Long term, as well as T-Mobile US performs, it will not, in one major sense, actually matter for the broader dynamics of the U.S. mobile industry. That is likely to be true even if T-Mobile US continues to gain subscriber share.
But the quarterly performance was quite strong. T-Mobile US branded postpaid phone churn was 1.3 percent.
Service revenue of $7.1 billion service revenues was up 13.2 percent, year over year.
Total revenue was up $9.2 billion total revenues, up 17.8 percent, year over year. Net income was up 165 percent, year over year.
Forward guidance--what is expected to happen--is in many ways more important than the quarterly results. On that score, T-Mobile US now predicts it will gain more branded postpaid net adds than previously expected, and has increased its forecast to 3.7 to 3.9 million net postpaid adds, up from the prior estimate of 3.4 to 3.8 million.
But T-Mobile is not forecasting net income, though it raised its adjusted EBITDA target to $10.2 to $10.4 billion from $9.8 to $10.1 billion.
Those results are in keeping with strong results over the last few years. Predictably, Legere suggested AT&T was in danger of losing its focus in mobile, that T-Mobile US would be very active in the 600-MHz spectrum auctions (in large part because it will not face competition from Verizon and AT&T for much of the spectrum it wants to buy), and that T-Mobile US can achieve many of the same synergies AT&T seeks by its acquisitions, in other ways.
One might argue Legere easily can make those arguments, for reasons related to the expected changes in market structure for the mobile industry in coming years.

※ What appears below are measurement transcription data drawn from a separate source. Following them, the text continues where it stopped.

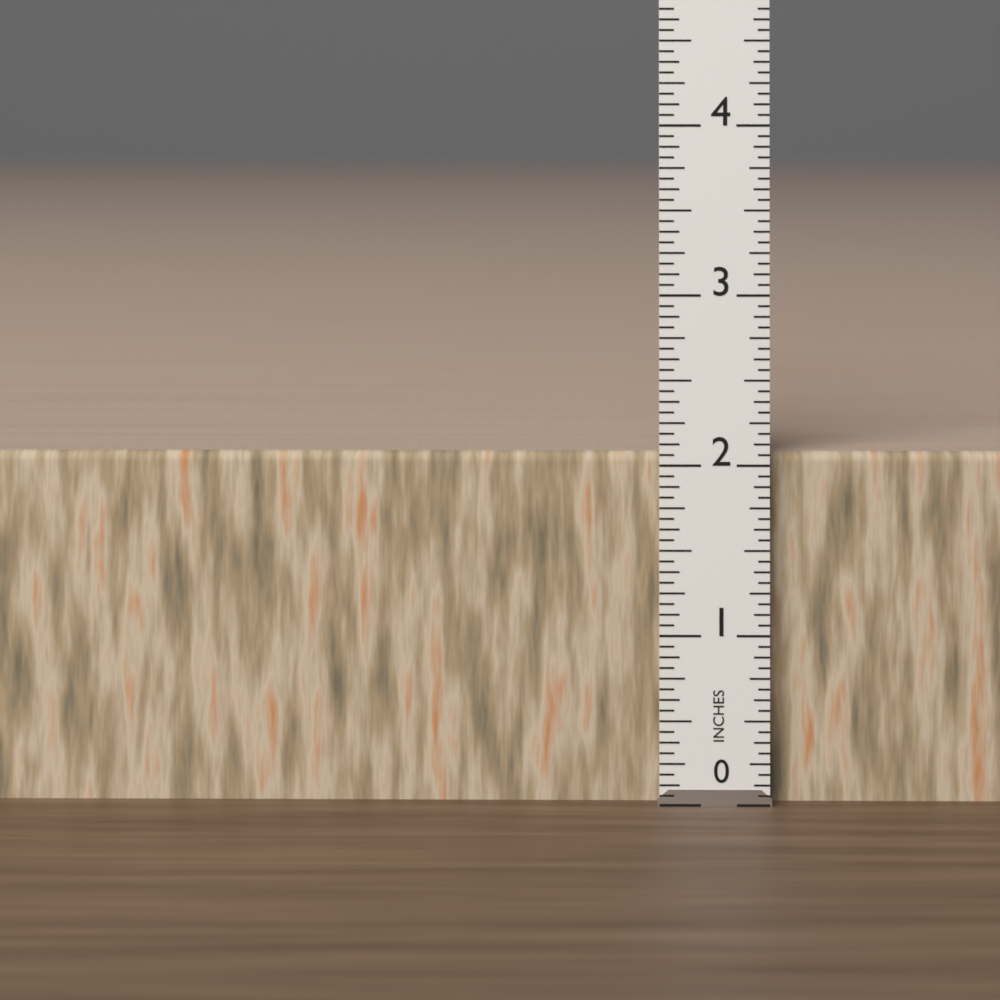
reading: 2.0625 in
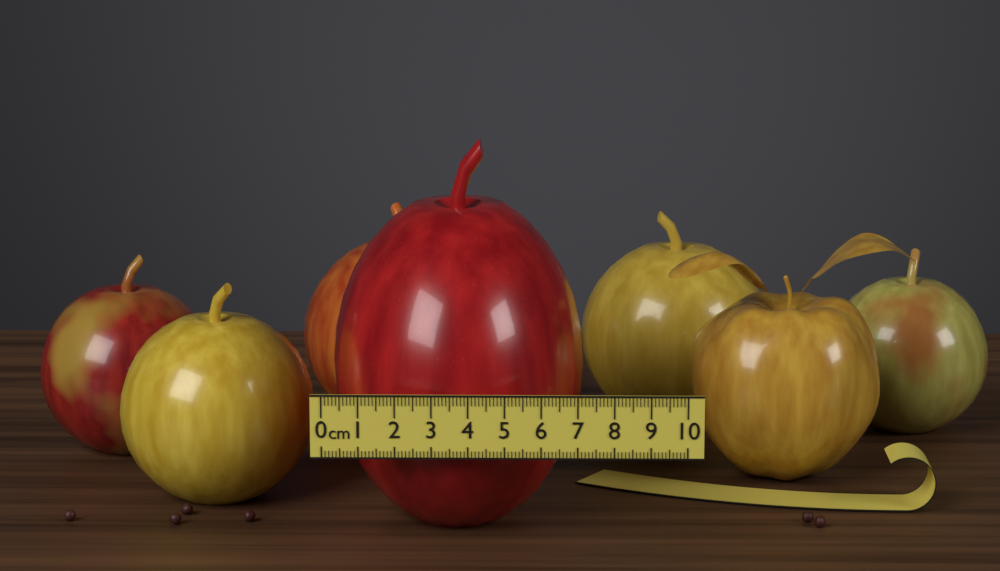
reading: 7.2 cm
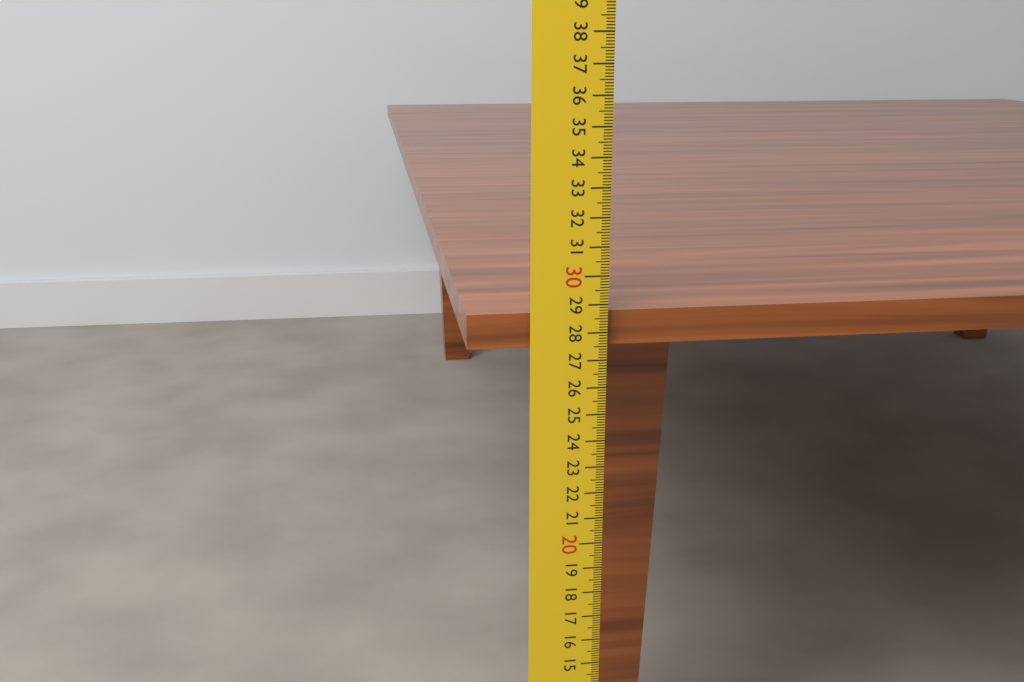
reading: 28.7 cm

The biggest coming change is that at least a couple of cable TV operators will enter the U.S. mobile market.
Since “owner’s economics” matter, it is expected by some of us that neither Sprint nor T-Mobile US will survive, long term, as independent entities. In that sense, neither Sprint nor T-Mobile US can afford, nor need to, spend time, capital and effort creating the multi-product new entities that Verizon and AT&T are working to build.
Both essentially will become the mobile arms of other triple-play providers, probably owned by cable TV operators.
Also, In a CNBC interview, Legere pointed out that coming 5G mobile networks will represent fixed broadband substitution. That suggests a growing view that fixed Internet access networks will face new competition, directly from mobile networks, on a relatively wide scale basis, for the first time, once 5G launches.
That is likely one reason why a couple of the largest U.S. cable operators (Comcast and Charter Communications) will want and need to own mobile assets of their own.